Post 198 - Gautam Shah
SUNDAY Feature on ART of Architecture
François Boucher (1703-1770) was an artist with an elegant draftsmanship. He was called the Genius of the French Rococo period. His oeuvre consists of mythological Paintings, decorative allegories, and pastoral scenes, idyllic and voluptuous art on classical themes, large number of preparatory drawings and independent sketches in chalk.
Boucher was as a master of the genre scene. He was very prolific and a varied draftsman. He was gifted engraver and etcher. Who etched some 180 original copper-plates. His main contribution to Rococo painting was his re-invention of the pastoral art, a form of idealized landscape populated by shepherds and shepherdesses in silk dress, enacting scenes of erotic and sentimental love.
Boucher work was characterized by the ‘use of delicate colours, high-toned palette, gently modelled forms, facile technique, naturalism and light-hearted fanciful subject matter’.
Boucher worked in virtually every medium and every genre, creating a personal idiom that was widely reproduced in print form. His portrayal favours the riches and idyllic rural innocence with eroticism, passion and amor. He regularly used his own wife and children as models. He was highly adept at marketing his work, providing designs for all manners of decorative arts, from porcelain to tapestry.
Boucher became art faculty member in 1734, and promoted as Professor and then Rector of the Academy. He was an inspector at the Royal Gobelins and Beauvais tapestries (carpets and tapestries) Manufactory. He was also associated with royal porcelain factories. He was Premier Peintre du Roi (First Painter of the King) in 1765. He designed theatre costumes and sets.
Boucher worked out the overall composition of his major canvases, and then making chalk studies for individual figures, or groups of figures. He used chalk, oil and gouache for studies. To meet commercial demand, he made independent sketches. He also produced style of Chinoiserie art (8th C characterized by the use of Chinese motifs and techniques).
Boucher, in the later part of life, lost the preeminence in the art market, due to overproduction, sterility of his creativity, poor copying of his painting themes into tapestries and etchings and emergence of Neoclassicism.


● **TASK TO CARRY OUT**
The word to look for is "Company". Report every line of the entries below that has it.

● **GIVEN INFORMATION**
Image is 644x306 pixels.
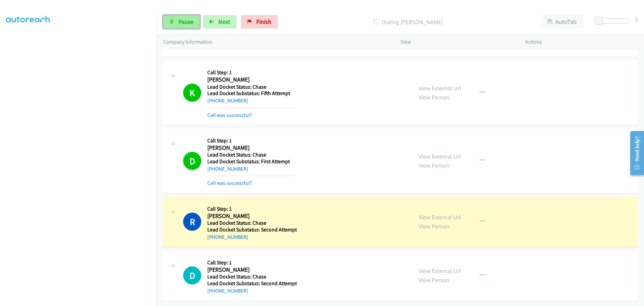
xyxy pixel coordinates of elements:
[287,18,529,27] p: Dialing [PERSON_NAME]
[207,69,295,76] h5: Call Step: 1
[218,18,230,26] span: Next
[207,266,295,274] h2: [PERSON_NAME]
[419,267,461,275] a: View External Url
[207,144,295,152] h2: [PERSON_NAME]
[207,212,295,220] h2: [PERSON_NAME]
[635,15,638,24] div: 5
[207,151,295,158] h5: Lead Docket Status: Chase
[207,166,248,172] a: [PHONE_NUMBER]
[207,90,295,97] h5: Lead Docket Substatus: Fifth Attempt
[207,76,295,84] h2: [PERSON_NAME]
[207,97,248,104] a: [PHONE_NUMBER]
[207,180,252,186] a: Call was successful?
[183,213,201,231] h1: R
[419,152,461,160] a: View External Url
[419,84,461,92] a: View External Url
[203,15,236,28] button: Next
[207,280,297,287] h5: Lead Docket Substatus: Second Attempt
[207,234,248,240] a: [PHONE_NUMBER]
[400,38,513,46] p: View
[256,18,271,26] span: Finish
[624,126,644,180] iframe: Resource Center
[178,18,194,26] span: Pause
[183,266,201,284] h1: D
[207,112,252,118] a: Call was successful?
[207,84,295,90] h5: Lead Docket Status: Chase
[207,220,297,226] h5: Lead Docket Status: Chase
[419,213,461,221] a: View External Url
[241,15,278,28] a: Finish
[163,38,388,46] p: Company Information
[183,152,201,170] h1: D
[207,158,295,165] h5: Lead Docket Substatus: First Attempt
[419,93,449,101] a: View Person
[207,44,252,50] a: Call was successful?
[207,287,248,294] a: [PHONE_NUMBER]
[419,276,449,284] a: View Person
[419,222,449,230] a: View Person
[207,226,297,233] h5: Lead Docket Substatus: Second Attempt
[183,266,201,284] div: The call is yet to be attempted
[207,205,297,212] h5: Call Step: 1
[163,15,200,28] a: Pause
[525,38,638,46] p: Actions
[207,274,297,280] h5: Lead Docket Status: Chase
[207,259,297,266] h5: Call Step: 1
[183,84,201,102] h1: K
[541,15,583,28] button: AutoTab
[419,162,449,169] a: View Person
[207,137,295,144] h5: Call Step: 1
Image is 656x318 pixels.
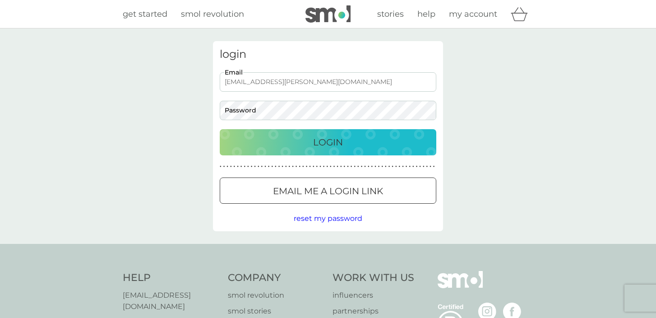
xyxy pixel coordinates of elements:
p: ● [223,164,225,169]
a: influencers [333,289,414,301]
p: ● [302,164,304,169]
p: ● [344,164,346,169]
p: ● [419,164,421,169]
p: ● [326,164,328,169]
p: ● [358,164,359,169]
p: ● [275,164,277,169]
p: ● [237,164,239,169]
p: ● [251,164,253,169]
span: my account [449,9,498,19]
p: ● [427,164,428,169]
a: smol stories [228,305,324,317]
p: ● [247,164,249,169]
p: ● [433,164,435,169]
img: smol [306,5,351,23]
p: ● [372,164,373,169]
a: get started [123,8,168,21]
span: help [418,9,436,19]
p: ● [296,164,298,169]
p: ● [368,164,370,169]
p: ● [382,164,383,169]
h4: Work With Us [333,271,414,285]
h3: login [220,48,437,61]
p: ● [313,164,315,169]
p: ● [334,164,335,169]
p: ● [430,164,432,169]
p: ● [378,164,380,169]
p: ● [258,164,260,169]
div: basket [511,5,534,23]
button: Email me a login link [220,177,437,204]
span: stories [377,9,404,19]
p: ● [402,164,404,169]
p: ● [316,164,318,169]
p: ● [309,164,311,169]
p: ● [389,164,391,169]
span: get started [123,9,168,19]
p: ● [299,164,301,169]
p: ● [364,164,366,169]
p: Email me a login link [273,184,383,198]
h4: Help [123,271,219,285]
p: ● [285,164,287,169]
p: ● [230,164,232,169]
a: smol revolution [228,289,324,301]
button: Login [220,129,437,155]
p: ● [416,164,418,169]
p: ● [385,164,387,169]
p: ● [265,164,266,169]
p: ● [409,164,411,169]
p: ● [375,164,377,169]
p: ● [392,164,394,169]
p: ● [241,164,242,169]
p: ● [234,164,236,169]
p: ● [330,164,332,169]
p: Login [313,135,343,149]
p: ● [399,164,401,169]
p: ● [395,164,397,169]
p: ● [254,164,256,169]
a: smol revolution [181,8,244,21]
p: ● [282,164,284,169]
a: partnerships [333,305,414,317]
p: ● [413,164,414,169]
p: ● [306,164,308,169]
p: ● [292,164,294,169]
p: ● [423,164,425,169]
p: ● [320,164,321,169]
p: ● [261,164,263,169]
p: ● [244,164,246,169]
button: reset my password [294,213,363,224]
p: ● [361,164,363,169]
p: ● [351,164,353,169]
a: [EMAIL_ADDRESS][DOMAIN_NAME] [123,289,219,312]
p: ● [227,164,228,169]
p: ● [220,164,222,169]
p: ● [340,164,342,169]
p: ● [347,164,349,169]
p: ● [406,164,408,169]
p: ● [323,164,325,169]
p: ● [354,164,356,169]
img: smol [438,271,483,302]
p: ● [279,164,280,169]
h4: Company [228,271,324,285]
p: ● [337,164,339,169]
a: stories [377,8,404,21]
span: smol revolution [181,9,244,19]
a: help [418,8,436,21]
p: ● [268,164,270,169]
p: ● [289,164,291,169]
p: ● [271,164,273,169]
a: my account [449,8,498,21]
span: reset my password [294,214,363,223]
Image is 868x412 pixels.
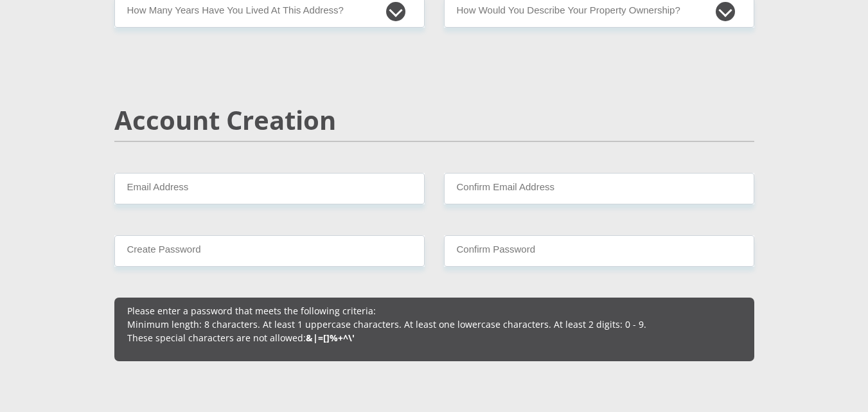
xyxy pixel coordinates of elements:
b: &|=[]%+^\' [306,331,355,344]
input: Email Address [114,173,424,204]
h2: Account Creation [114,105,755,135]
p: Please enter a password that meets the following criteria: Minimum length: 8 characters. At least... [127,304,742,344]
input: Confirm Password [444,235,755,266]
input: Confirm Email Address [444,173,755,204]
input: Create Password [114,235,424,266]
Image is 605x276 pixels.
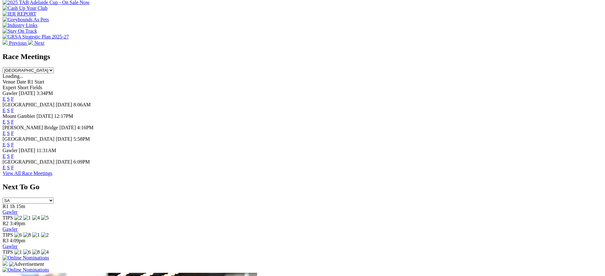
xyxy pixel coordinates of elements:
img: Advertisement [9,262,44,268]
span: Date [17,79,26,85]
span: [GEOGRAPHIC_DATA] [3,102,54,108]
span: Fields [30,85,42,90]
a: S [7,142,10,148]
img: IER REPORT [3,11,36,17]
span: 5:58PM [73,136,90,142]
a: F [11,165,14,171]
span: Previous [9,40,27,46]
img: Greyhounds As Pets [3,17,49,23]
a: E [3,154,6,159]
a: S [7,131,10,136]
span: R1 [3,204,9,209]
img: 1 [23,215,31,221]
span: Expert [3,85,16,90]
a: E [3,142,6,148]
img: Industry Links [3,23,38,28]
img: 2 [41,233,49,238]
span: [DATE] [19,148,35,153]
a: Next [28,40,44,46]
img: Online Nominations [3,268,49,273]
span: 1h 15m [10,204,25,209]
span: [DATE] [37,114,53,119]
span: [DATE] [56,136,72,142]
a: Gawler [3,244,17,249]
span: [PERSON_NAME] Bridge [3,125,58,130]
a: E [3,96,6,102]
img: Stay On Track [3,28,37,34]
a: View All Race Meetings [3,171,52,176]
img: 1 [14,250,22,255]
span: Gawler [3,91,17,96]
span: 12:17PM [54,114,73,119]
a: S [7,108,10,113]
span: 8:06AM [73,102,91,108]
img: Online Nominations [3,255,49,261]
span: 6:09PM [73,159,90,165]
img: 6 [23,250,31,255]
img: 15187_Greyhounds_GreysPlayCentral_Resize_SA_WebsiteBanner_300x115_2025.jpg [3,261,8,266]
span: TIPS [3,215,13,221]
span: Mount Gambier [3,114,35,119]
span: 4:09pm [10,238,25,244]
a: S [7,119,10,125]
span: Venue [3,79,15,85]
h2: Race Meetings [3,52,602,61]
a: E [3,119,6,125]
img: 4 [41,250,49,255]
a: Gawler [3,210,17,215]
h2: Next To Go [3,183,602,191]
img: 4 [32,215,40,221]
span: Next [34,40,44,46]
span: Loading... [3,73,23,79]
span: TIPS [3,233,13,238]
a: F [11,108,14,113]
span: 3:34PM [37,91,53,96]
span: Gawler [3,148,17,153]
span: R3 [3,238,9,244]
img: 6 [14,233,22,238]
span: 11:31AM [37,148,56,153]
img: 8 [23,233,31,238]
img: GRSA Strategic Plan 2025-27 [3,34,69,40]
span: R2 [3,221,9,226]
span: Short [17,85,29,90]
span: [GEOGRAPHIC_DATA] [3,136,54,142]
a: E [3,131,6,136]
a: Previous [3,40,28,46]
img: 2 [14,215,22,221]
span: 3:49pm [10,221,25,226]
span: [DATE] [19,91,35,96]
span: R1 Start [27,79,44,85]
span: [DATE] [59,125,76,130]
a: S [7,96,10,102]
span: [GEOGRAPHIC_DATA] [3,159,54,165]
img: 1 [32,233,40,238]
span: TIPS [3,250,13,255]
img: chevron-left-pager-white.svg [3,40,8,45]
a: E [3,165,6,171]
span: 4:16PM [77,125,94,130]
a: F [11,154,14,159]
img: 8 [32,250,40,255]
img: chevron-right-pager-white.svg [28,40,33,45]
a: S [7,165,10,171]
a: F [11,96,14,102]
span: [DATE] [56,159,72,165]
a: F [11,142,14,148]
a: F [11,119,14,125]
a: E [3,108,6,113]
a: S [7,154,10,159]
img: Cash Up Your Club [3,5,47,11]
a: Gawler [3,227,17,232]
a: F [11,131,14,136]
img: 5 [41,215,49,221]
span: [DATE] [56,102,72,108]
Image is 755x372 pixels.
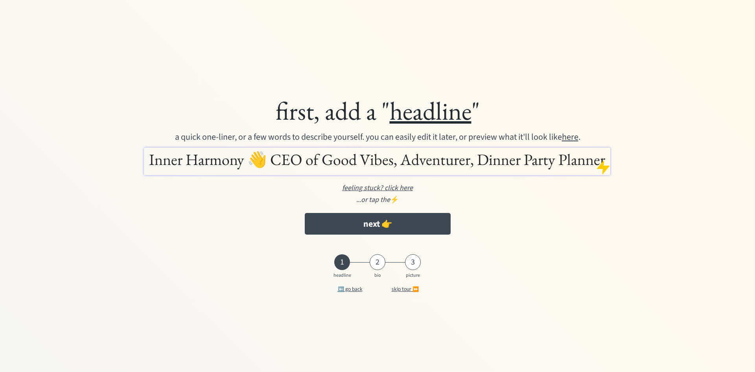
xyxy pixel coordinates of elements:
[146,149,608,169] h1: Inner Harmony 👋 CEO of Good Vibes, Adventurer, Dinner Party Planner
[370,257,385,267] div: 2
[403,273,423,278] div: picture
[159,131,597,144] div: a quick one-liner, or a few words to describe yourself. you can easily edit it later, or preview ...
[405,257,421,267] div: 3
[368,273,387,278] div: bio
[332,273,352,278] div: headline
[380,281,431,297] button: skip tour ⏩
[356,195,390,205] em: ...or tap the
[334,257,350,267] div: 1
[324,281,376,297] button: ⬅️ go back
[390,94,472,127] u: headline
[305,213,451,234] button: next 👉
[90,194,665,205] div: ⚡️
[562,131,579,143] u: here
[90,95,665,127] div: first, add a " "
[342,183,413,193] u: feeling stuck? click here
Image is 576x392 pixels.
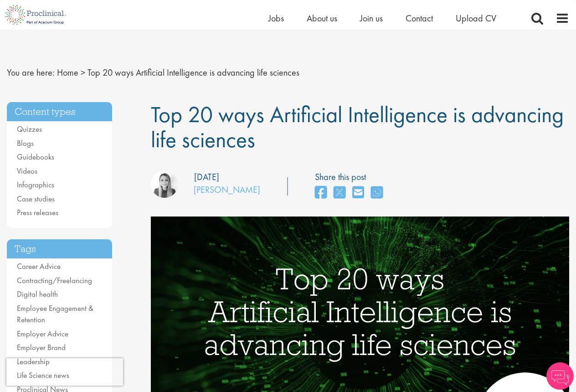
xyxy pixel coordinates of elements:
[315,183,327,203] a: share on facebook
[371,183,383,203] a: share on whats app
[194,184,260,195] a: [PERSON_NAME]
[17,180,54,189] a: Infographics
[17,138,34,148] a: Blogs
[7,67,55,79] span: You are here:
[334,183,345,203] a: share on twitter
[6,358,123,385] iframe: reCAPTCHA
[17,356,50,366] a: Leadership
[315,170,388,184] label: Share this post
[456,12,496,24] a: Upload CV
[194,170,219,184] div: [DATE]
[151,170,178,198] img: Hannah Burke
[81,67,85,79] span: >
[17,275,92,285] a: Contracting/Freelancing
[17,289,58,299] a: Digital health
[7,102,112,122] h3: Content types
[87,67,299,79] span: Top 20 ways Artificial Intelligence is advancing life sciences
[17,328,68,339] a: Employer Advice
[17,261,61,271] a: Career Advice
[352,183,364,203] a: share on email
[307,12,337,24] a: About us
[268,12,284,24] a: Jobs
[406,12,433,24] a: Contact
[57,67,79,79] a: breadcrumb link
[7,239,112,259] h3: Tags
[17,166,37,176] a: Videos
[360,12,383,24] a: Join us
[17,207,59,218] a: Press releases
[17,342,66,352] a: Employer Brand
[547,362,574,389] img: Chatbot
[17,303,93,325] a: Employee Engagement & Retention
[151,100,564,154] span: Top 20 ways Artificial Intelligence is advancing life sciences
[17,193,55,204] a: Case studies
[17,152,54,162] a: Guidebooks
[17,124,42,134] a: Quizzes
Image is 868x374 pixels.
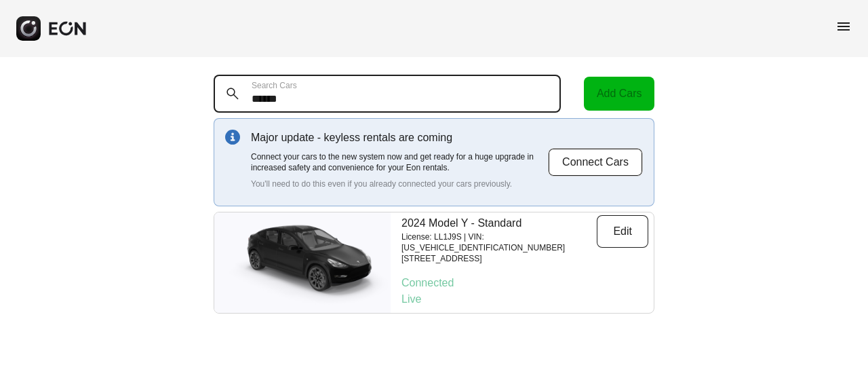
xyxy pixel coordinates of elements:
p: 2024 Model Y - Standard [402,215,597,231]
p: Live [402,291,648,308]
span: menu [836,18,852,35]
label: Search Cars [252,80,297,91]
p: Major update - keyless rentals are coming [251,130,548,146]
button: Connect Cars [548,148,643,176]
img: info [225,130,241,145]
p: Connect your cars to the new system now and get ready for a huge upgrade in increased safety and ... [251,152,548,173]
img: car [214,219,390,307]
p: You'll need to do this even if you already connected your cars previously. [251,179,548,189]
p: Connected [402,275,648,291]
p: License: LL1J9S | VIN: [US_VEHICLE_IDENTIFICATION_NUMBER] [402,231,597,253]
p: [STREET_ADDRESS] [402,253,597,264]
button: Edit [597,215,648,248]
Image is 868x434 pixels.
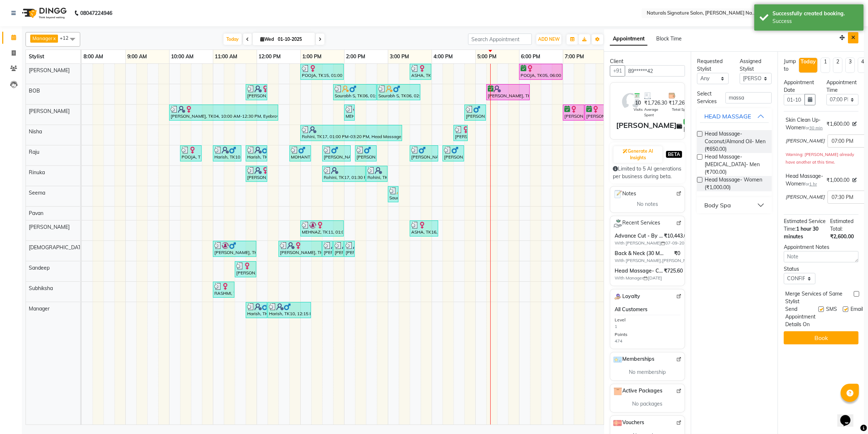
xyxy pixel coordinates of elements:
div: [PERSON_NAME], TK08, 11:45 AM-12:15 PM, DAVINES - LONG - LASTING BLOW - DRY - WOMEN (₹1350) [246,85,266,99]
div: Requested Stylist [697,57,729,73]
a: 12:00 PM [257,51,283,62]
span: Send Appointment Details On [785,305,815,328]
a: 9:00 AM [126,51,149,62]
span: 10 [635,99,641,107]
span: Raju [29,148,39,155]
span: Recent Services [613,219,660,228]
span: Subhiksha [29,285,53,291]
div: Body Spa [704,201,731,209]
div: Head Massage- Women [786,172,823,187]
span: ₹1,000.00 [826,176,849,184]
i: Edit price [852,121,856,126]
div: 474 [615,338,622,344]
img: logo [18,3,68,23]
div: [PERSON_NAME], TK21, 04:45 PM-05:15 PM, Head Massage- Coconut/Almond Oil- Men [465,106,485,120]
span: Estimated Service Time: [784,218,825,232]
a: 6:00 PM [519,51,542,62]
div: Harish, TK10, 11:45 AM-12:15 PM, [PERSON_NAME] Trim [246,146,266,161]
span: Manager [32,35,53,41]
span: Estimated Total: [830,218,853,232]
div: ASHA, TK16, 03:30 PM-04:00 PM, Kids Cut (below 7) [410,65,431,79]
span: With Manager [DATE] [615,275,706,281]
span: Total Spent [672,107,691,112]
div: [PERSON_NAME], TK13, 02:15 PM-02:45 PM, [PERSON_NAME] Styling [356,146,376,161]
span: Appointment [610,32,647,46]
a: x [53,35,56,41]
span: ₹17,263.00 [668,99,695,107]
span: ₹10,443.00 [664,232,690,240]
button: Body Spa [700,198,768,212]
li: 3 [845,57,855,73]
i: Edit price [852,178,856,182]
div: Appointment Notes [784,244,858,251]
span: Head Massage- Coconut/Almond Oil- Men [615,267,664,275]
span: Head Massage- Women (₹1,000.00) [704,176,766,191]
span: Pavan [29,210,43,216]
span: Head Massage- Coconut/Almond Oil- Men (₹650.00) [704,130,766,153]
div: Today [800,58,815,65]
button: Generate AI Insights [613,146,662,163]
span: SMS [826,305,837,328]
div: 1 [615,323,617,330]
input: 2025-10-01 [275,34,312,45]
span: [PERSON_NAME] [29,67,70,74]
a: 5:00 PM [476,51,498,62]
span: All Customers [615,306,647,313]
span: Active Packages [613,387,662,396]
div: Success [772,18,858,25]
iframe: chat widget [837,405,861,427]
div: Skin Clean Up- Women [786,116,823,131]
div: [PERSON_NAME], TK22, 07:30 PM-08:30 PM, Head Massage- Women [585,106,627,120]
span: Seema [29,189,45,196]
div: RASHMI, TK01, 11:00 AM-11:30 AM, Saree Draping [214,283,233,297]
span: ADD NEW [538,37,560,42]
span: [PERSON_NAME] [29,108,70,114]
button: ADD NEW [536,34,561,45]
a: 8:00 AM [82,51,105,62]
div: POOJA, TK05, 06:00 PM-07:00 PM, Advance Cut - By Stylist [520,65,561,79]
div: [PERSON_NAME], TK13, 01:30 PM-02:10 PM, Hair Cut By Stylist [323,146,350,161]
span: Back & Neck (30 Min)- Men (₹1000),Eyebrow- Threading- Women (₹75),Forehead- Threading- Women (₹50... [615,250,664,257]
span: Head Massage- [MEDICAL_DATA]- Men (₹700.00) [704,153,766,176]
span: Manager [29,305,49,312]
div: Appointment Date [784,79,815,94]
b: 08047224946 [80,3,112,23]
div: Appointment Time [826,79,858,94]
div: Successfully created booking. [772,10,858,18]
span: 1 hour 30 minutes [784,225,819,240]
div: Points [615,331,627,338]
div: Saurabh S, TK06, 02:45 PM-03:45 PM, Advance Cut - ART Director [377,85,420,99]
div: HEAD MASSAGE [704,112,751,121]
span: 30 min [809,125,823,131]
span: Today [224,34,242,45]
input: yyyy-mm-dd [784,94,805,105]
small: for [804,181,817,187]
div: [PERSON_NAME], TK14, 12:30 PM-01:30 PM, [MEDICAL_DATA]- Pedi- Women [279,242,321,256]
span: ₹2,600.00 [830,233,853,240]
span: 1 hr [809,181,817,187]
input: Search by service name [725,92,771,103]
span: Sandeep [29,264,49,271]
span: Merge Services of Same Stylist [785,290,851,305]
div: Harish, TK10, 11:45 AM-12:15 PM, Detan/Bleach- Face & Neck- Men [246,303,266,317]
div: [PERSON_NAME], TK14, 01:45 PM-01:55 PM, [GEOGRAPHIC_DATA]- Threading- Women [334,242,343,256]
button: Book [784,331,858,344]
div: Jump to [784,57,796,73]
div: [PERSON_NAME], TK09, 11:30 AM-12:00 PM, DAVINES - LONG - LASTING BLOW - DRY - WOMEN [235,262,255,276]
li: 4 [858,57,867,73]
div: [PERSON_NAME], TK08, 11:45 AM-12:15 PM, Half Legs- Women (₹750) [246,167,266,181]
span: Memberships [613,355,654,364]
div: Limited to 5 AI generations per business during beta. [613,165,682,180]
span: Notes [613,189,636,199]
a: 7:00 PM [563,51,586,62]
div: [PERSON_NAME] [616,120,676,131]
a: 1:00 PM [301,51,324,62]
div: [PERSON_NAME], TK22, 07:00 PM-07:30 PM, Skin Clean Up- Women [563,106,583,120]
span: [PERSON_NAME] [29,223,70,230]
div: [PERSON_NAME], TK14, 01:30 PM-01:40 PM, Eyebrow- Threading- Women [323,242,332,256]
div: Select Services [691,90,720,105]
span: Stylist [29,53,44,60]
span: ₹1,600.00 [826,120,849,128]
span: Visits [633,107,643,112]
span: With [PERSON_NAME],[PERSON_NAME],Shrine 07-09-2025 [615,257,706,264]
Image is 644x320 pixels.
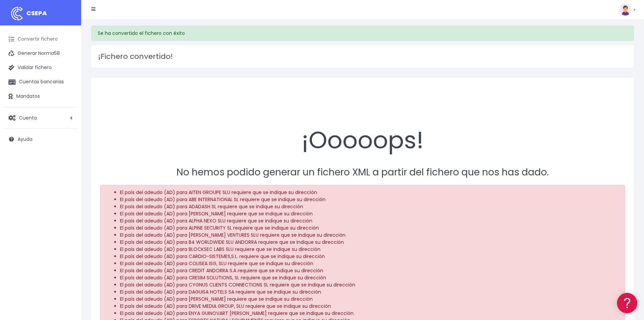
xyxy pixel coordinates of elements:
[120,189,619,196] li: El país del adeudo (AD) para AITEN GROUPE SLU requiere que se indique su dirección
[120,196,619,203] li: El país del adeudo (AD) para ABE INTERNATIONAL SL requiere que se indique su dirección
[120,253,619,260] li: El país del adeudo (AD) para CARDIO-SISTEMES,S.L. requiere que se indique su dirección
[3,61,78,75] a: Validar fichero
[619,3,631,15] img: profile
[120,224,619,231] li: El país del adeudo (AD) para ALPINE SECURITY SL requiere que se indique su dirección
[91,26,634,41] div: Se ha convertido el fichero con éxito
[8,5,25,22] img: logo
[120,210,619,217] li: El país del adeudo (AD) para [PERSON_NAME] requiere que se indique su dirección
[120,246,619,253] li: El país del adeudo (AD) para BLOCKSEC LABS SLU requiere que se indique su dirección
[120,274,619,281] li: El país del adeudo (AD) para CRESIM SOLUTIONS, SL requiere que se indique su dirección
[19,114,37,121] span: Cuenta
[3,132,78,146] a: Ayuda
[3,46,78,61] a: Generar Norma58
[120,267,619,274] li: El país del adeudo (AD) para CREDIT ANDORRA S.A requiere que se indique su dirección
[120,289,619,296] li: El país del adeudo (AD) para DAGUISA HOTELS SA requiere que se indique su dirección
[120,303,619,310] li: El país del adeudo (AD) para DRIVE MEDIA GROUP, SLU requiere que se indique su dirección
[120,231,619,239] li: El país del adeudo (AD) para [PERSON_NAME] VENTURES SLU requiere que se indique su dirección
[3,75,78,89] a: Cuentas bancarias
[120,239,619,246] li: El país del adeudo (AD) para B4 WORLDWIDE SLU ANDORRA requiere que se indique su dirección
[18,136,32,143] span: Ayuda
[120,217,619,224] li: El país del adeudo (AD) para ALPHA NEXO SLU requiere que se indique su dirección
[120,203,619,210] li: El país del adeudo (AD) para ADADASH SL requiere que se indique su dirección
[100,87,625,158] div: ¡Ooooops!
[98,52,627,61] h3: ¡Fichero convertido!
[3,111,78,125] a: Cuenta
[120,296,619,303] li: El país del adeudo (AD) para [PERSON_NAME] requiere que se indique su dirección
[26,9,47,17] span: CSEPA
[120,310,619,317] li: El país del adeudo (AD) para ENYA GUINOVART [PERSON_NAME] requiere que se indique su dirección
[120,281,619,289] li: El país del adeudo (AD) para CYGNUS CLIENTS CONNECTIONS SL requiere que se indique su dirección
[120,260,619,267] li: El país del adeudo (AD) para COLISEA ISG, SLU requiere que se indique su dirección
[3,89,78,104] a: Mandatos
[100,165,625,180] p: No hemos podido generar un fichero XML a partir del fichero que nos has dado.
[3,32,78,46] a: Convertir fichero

● **ANSWER FOR THE TASK**
[163,38,388,46] p: Company Information
h4: Company [228,271,324,285]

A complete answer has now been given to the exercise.